While the women’s movement has receded in the US, that does not mean that young women are taking attacks laying down. It is no surprise that women have been at the forefront of struggle in recent years, including the pro-Palestine movement and anti-ICE movement. Many young women identify with attacks on any oppressed group, and see no other option but to fight back.

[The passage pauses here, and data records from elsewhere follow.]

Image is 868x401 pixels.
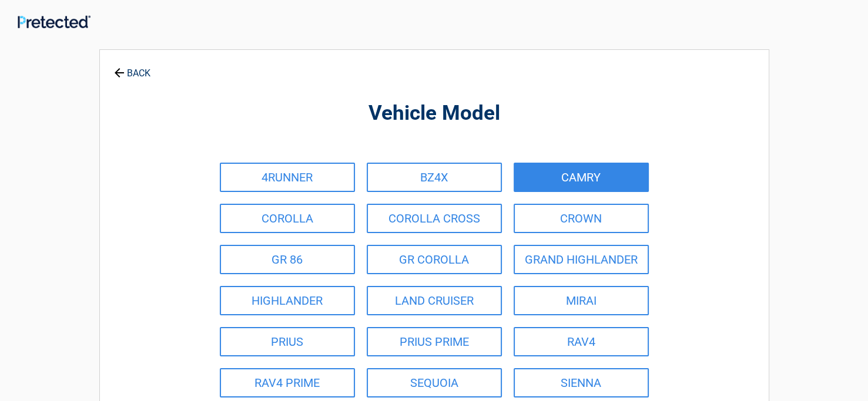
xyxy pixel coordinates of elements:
[513,286,649,315] a: MIRAI
[219,204,355,233] a: COROLLA
[366,368,502,397] a: SEQUOIA
[513,204,649,233] a: CROWN
[513,368,649,397] a: SIENNA
[219,244,355,274] a: GR 86
[366,244,502,274] a: GR COROLLA
[366,327,502,356] a: PRIUS PRIME
[513,244,649,274] a: GRAND HIGHLANDER
[111,58,153,78] a: BACK
[366,162,502,192] a: BZ4X
[513,327,649,356] a: RAV4
[219,162,355,192] a: 4RUNNER
[366,204,502,233] a: COROLLA CROSS
[219,286,355,315] a: HIGHLANDER
[219,368,355,397] a: RAV4 PRIME
[164,100,704,127] h2: Vehicle Model
[17,16,91,28] img: Main Logo
[219,327,355,356] a: PRIUS
[366,286,502,315] a: LAND CRUISER
[513,162,649,192] a: CAMRY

The heroic uprising in Minneapolis against ICE has breathed fire into working-class struggle, with escalatory action providing an avenue for ordinary people to get involved in the fight against Trump. “Operation Metro Surge” being wound down shows what is possible when a multi-gender, multi-racial mass movement backed by striking workers shuts a city down. In this period of uptick in struggle where working people are willing to fight, we need to connect the fight for immigrant rights to the fight against all capitalist oppression. This means taking on Trump’s divide and rule with a united multigender movement and working class tactics that take aim at the system that produces sexism, racism, xenophobia, and transphobia.
This moment of political upheaval can lay the foundation of a much-needed political alternative to the two capitalist parties. Historically, mass movements have the power to cut across gender and racial divides with working-class solidarity. But, without a cohering political force, such positive developments can dissipate. We need a new, working-class party that actually fights on the side of ordinary women and the oppressed.

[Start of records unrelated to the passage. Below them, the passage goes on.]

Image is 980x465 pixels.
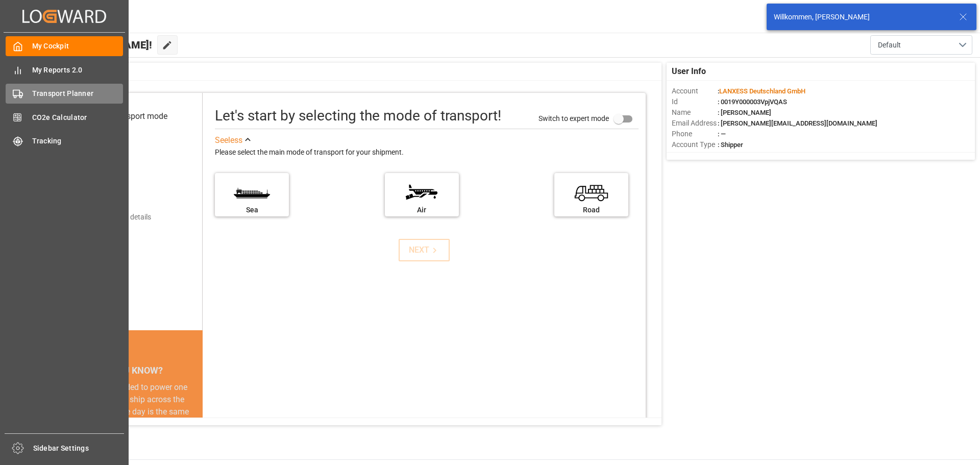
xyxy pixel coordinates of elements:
span: CO2e Calculator [32,112,124,123]
a: Tracking [6,131,123,151]
a: CO2e Calculator [6,107,123,127]
span: : — [717,130,726,138]
span: Id [671,96,717,107]
span: LANXESS Deutschland GmbH [719,87,805,95]
span: : [PERSON_NAME][EMAIL_ADDRESS][DOMAIN_NAME] [717,119,877,127]
span: Email Address [671,118,717,128]
span: Transport Planner [32,88,124,99]
button: NEXT [398,239,449,261]
span: : [PERSON_NAME] [717,109,771,117]
span: Sidebar Settings [33,443,124,454]
span: Account [671,86,717,96]
span: : [717,87,805,95]
div: See less [215,134,242,147]
span: : Shipper [717,141,743,149]
a: My Cockpit [6,36,123,56]
div: Please select the main mode of transport for your shipment. [215,147,639,158]
div: Let's start by selecting the mode of transport! [215,105,501,126]
span: Default [878,40,901,50]
button: open menu [870,35,972,54]
div: NEXT [409,244,440,256]
div: DID YOU KNOW? [55,360,202,381]
div: Road [559,204,623,215]
span: Tracking [32,136,124,147]
span: My Cockpit [32,41,124,52]
div: The energy needed to power one large container ship across the ocean in a single day is the same ... [67,381,191,455]
span: User Info [671,65,706,77]
span: Name [671,107,717,118]
div: Sea [220,204,284,215]
span: My Reports 2.0 [32,65,124,75]
span: Switch to expert mode [538,114,609,122]
span: Hello [PERSON_NAME]! [43,35,152,54]
span: Phone [671,128,717,140]
div: Air [390,204,454,215]
div: Willkommen, [PERSON_NAME] [774,12,949,22]
span: : 0019Y000003VpjVQAS [717,98,787,105]
a: My Reports 2.0 [6,60,123,80]
span: Account Type [671,140,717,150]
a: Transport Planner [6,84,123,103]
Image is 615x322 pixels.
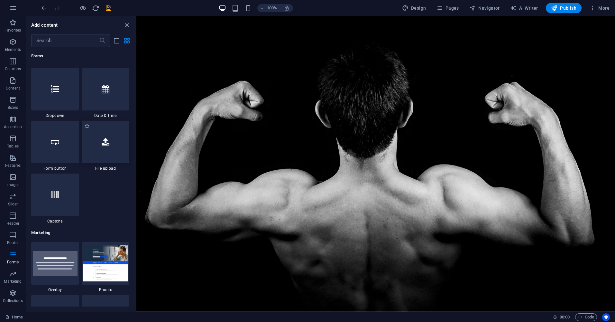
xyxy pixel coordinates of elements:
[7,144,19,149] p: Tables
[436,5,459,11] span: Pages
[434,3,461,13] button: Pages
[402,5,426,11] span: Design
[31,121,79,171] div: Form button
[92,5,99,12] i: Reload page
[508,3,541,13] button: AI Writer
[587,3,612,13] button: More
[31,229,129,236] h6: Marketing
[6,221,19,226] p: Header
[82,121,130,171] div: File upload
[5,66,21,71] p: Columns
[82,242,130,292] div: Phonic
[7,240,19,245] p: Footer
[589,5,610,11] span: More
[82,68,130,118] div: Date & Time
[7,259,19,264] p: Forms
[5,28,21,33] p: Favorites
[5,47,21,52] p: Elements
[40,4,48,12] button: undo
[123,21,131,29] button: close panel
[113,37,120,44] button: list-view
[82,166,130,171] span: File upload
[82,287,130,292] span: Phonic
[4,124,22,129] p: Accordion
[31,113,79,118] span: Dropdown
[553,313,570,321] h6: Session time
[4,279,22,284] p: Marketing
[31,68,79,118] div: Dropdown
[105,4,112,12] button: save
[31,34,99,47] input: Search
[8,105,18,110] p: Boxes
[31,21,58,29] h6: Add content
[510,5,538,11] span: AI Writer
[5,163,21,168] p: Features
[467,3,503,13] button: Navigator
[8,201,18,207] p: Slider
[31,52,129,60] h6: Forms
[602,313,610,321] button: Usercentrics
[105,5,112,12] i: Save (Ctrl+S)
[267,4,277,12] h6: 100%
[92,4,99,12] button: reload
[284,5,290,11] i: On resize automatically adjust zoom level to fit chosen device.
[6,182,20,187] p: Images
[33,251,78,276] img: overlay-default.svg
[31,287,79,292] span: Overlay
[564,314,565,319] span: :
[31,218,79,224] span: Captcha
[575,313,597,321] button: Code
[82,113,130,118] span: Date & Time
[31,242,79,292] div: Overlay
[5,313,23,321] a: Click to cancel selection. Double-click to open Pages
[257,4,280,12] button: 100%
[83,245,128,281] img: Screenshot_2019-06-19SitejetTemplate-BlankRedesign-Berlin7.png
[578,313,594,321] span: Code
[3,298,23,303] p: Collections
[41,5,48,12] i: Undo: Delete elements (Ctrl+Z)
[546,3,582,13] button: Publish
[84,123,90,129] span: Add to favorites
[123,37,131,44] button: grid-view
[400,3,429,13] button: Design
[31,173,79,224] div: Captcha
[469,5,500,11] span: Navigator
[6,86,20,91] p: Content
[31,166,79,171] span: Form button
[551,5,577,11] span: Publish
[79,4,87,12] button: Click here to leave preview mode and continue editing
[560,313,570,321] span: 00 00
[400,3,429,13] div: Design (Ctrl+Alt+Y)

The Epstein files can continue to be a flash point of mass anger and are a damning indictment of the patriarchal abuse inherent in a society run by the billionaires. No girlboss, no Democrat, and certainly no Marjorie Taylor Greene is going to lead the battle that needs to be fought for the liberation of women. We need a socialist feminist movement that fights for a complete transformation of this rotten system with nothing short of working-class revolution. Only a socialist society can lay the economic basis for ordinary women to have their needs met, their children’s needs met, and a chance at total expression of gender, sexuality, and self.
Socialist Alternative says:
Equal rights for all, including equal pay for equal work. End all harassment, discrimination, and violence against women, LGBTQ people, Black people, immigrants, disabled people, and all marginalized groups.
Defend the right to choose whether and when to have children. Free contraception as part of a broad program for reproductive health including comprehensive, LGBTQ-inclusive sex education.
Free, safe, legal, and accessible abortion. Stop all right-wing attempts to criminalize abortion.
Paid parental leave for 18 months and free, high-quality childcare and preschool for all.
Full legal rights for all queer people, including the right to self-identify and express one’s gender freely. Free, gender-affirming universal healthcare.
Fight racism, sexism, xenophobia, homophobia, transphobia, ableism, and all forms of oppression with working-class solidarity and struggle. Build a mass, multiracial, multi-gender movement against systemic oppression and capitalism.